The National Vital Statistics System (NVSS) shared some deeply upsetting news last week: in the first six months of 2020, the average life expectancy in the United States fell by an entire year. Federal researchers were shocked by the precipitous drop — one federal researcher said to The New York Times, “I knew it was going to be large but when I saw those numbers, I was like, ‘Oh my God.’ We haven’t seen a decline of that magnitude in decades.”
It’s the largest downswing since eight million Americas were sent to fight in WWII, and it’s a direct result of the global pandemic. By the end of June 2020, nearly 125,000 Americans had died from COVID-19. That was enough to bring the total population life expectancy down to 77.8 years old, the lowest level since 2006. Here at the end of February 2021, half a million Americans have died. In the short-term, life expectancy will only continue to drop.
Over time, though, as we push towards mass vaccination and herd immunity, the numbers should right themselves. (Life expectancy dropped an insane 11.8 years during the 1918 pandemic, before rapidly rebounding.) The larger issue is that even once these numbers “level out,” America is still 46th in the world in life expectancy; it’s the only wealthy country in the world where the most basic marker of population health is going down.
Consider: in the three years before the pandemic arrived, life expectancy in the United States was already going down. The main culprits? The opioid crisis, obesity and suicide. Americans between the ages of 25 and 64 have been dying at alarming rates for years now. The trend is proof that longevity has little to do with GDP (e.g. we’re just behind Cuba, Estonia, Lebanon on the life expectancy chart) and everything to do with affordable housing, equitable healthcare, and a mental health infrastructure that encourages long-term happiness.
Not to mention, there’s a serious underlying racial inequality at play. Black and Hispanic populations each saw a more extreme drop (compared to white Americas) in life expectancy last year, due to the pandemic. Those populations are more likely to live in overcrowded housing, work in punitive, low-wage jobs and struggle to pay for healthcare. Even before the pandemic, though, these Americans were likely to die sooner than others — and they were also likely to die sooner than their poor counterparts in other countries.
It’s been said and written countless times, but it remains true: the lessons we’ve learned from the COVID-19 crisis must remain with us beyond the “end” of the pandemic. It’s difficult to fathom that we needed 500,000 Americans to die for us to reckon with injustices that have been present in this country for years, but here we are.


**What you need to do**
Provide only the number of lines in the data below that contain the word "Sports".

**Supplied data**
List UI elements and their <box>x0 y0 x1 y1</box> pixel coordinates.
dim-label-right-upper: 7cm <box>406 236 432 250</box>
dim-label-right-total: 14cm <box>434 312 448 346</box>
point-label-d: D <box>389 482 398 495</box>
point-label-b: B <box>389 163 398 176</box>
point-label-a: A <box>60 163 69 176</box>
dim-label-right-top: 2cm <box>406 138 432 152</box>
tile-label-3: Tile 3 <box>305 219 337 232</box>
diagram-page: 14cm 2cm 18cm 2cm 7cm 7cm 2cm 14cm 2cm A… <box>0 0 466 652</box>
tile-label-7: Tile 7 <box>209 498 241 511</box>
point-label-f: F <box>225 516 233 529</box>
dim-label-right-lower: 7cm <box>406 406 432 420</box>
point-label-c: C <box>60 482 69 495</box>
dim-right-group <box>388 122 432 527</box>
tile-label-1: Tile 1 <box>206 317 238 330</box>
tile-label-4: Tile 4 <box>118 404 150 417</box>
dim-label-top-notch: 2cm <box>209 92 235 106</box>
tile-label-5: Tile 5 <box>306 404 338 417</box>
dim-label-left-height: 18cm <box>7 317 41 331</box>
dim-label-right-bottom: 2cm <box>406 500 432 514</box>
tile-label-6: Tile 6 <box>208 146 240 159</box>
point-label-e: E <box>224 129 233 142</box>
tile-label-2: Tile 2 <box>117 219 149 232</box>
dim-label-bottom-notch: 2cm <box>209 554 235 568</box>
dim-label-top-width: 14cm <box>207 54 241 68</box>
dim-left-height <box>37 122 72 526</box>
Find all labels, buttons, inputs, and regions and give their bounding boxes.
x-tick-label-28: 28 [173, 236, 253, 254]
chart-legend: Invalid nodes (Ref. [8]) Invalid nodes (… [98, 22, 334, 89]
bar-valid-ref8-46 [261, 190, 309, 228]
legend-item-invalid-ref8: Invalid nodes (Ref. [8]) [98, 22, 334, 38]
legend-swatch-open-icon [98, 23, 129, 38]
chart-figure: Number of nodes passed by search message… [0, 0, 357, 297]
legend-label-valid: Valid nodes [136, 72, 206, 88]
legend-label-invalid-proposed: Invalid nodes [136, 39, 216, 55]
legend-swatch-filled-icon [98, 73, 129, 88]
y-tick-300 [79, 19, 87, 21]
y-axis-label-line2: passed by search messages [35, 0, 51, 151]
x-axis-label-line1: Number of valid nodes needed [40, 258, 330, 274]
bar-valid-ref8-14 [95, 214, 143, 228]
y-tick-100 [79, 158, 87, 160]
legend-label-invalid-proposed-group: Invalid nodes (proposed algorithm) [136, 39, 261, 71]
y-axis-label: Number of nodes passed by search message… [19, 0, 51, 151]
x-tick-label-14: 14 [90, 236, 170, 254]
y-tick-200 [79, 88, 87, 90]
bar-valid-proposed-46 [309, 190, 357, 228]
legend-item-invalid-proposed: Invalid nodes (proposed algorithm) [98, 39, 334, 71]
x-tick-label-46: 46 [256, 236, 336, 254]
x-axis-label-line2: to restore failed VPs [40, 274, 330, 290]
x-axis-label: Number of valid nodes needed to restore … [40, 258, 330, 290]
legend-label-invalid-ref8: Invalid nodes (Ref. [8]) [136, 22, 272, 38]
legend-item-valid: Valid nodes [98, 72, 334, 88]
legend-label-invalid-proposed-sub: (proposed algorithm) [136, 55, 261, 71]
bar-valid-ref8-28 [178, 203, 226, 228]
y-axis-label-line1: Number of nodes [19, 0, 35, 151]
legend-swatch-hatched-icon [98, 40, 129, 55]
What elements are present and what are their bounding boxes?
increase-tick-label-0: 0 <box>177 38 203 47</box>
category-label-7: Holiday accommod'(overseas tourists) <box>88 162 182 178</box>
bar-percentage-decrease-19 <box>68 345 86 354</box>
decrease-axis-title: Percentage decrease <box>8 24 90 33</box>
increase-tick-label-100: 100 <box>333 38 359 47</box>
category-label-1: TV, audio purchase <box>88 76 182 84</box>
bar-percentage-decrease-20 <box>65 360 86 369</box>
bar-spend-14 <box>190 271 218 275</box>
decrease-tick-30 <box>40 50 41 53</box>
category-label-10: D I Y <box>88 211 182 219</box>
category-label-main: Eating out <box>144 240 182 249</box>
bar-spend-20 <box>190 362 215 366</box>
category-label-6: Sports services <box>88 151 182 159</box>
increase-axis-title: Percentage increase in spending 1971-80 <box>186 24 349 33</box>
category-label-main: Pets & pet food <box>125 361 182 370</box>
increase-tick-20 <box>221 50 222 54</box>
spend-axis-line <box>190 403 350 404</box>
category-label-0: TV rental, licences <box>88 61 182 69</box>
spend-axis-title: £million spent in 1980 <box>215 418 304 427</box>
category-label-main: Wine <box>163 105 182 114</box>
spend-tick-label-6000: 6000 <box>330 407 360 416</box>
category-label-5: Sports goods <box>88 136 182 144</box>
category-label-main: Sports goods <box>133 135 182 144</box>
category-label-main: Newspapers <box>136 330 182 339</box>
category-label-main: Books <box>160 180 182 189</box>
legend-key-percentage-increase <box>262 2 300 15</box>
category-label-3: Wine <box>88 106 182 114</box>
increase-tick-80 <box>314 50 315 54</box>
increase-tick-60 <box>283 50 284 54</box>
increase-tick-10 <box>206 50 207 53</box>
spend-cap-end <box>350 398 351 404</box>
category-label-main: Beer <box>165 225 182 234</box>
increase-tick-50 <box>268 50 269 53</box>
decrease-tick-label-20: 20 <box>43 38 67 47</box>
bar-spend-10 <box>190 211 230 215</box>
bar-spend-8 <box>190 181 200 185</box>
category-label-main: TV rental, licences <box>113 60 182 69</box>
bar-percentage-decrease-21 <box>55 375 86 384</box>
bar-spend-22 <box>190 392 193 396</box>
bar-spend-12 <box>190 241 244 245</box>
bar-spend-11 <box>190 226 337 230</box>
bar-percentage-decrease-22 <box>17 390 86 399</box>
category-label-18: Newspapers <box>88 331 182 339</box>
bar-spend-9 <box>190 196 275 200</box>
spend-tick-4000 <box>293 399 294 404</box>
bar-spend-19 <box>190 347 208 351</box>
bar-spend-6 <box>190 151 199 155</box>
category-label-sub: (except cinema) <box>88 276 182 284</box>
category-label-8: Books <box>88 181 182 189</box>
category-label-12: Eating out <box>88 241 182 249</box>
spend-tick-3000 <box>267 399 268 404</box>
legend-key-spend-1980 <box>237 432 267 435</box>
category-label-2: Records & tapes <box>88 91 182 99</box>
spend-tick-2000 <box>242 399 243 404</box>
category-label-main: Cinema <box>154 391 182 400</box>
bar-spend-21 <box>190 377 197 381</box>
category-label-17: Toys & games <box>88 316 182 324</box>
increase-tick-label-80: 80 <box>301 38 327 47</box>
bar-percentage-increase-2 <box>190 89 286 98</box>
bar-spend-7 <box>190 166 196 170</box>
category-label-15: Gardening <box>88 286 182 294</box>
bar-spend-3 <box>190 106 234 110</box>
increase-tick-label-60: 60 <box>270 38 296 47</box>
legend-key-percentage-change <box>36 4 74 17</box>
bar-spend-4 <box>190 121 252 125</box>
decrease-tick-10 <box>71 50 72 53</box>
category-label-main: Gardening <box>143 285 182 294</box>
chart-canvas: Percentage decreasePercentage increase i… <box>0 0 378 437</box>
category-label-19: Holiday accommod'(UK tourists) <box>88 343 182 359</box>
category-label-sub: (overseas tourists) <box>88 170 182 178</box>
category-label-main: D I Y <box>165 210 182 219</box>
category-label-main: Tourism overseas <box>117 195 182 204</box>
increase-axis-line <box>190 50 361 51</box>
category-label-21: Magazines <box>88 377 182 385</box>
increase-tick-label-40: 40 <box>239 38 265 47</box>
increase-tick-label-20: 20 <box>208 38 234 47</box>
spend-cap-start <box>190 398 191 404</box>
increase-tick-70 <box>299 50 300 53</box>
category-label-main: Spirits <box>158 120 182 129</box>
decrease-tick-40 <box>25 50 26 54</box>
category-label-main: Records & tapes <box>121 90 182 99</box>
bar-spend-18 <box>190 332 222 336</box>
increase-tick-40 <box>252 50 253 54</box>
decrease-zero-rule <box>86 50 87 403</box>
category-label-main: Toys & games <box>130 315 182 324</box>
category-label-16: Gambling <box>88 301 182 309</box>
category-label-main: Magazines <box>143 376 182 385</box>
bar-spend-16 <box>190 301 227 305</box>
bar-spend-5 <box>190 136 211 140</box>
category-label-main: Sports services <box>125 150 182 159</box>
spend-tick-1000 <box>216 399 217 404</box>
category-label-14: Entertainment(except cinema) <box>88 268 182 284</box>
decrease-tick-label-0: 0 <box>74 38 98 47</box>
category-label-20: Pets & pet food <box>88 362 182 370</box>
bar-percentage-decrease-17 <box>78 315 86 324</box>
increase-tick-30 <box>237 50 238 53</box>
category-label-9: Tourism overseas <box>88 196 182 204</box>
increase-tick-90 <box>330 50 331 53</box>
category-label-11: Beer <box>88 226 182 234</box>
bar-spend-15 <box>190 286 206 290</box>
---
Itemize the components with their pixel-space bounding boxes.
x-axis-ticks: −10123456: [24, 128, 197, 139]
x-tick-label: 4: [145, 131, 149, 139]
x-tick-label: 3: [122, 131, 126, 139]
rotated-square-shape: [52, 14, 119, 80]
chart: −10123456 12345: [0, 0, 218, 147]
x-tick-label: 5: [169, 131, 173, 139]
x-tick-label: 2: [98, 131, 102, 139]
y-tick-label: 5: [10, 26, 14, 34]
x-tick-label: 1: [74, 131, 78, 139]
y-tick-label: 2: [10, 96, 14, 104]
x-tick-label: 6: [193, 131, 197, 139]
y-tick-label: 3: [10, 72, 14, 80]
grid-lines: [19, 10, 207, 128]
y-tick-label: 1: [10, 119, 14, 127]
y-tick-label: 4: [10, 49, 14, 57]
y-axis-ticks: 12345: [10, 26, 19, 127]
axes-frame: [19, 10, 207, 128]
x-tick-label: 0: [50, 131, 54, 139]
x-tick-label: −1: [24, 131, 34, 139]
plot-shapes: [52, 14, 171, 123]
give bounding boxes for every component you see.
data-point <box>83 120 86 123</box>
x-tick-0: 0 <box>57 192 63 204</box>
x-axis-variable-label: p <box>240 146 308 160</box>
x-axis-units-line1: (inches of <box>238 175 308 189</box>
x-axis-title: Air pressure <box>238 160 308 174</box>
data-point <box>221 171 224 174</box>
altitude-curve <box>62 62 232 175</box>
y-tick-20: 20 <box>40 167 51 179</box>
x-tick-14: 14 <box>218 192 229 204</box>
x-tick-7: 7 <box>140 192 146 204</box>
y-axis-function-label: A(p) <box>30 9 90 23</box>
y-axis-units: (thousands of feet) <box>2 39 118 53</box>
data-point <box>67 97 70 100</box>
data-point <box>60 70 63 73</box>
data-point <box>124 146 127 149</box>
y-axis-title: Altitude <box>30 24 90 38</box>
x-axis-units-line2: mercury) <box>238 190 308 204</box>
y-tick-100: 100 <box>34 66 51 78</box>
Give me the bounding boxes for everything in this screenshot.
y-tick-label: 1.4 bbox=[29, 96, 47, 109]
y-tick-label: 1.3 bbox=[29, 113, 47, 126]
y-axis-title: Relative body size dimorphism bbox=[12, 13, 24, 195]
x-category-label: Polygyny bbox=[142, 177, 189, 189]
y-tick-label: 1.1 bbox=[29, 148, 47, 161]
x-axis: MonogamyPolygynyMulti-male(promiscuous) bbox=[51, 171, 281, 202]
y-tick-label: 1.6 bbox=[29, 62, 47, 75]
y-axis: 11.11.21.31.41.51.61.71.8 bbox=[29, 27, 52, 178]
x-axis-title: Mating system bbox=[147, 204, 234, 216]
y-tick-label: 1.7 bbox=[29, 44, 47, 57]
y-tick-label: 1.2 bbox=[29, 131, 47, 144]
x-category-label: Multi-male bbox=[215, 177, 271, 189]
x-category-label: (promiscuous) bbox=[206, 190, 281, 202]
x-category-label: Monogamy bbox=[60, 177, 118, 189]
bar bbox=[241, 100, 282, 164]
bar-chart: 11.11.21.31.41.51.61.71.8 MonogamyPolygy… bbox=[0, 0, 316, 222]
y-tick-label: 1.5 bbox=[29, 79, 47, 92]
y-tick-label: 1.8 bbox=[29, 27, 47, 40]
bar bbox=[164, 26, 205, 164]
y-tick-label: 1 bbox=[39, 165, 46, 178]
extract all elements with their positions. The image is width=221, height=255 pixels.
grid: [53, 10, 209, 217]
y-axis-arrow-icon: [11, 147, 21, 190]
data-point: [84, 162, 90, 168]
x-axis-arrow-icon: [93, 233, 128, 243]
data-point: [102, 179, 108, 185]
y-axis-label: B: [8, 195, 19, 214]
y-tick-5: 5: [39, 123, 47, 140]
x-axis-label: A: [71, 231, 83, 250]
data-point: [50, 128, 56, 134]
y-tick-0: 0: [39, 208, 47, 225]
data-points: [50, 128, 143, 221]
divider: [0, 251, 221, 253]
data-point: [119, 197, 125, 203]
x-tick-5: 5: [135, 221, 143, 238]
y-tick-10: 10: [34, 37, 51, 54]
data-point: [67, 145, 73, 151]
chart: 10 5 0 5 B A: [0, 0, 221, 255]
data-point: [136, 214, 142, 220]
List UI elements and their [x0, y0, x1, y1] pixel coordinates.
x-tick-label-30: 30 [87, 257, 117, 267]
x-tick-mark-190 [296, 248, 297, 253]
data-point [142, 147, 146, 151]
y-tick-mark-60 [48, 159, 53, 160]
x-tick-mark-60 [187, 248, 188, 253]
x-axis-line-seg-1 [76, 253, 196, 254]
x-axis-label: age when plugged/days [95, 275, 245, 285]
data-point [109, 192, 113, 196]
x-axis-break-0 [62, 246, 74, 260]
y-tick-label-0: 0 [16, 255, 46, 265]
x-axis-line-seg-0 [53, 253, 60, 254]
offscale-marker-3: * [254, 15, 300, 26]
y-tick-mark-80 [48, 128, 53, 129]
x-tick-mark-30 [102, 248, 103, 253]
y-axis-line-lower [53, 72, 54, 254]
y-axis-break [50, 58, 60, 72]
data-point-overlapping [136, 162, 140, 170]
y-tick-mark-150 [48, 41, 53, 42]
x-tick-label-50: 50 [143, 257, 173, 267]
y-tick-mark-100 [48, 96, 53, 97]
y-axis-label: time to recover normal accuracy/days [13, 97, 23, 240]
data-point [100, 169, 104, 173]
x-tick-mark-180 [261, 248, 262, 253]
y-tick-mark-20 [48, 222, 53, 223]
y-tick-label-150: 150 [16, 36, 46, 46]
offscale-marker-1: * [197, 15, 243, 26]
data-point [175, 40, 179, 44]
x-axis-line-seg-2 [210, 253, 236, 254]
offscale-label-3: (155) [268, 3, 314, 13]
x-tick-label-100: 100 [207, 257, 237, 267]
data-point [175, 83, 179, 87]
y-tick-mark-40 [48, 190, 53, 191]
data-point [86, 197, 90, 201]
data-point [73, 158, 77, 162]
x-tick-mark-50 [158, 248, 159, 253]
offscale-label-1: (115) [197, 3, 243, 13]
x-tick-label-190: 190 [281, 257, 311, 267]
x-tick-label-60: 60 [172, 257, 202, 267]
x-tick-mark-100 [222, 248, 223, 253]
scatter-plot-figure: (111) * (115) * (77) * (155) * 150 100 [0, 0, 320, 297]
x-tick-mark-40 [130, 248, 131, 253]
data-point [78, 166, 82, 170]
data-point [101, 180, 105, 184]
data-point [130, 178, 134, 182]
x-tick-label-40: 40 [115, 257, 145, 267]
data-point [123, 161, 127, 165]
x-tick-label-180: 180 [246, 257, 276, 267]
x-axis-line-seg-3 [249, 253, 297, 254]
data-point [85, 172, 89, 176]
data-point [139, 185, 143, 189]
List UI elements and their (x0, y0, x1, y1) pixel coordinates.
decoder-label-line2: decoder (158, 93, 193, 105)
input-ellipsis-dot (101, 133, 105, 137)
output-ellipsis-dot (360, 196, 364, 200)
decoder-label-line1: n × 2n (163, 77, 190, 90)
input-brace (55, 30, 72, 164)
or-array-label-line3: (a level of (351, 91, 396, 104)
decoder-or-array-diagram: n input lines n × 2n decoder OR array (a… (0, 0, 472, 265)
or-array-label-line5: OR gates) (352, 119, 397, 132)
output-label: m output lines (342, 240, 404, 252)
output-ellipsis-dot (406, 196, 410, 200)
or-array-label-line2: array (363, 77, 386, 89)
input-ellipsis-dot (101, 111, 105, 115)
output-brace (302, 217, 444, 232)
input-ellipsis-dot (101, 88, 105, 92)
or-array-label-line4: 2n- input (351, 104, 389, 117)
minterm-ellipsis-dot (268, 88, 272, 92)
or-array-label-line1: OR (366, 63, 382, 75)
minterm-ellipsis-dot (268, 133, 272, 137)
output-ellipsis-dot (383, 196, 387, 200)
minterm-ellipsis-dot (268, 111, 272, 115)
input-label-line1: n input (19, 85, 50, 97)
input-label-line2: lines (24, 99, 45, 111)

**Your response**
4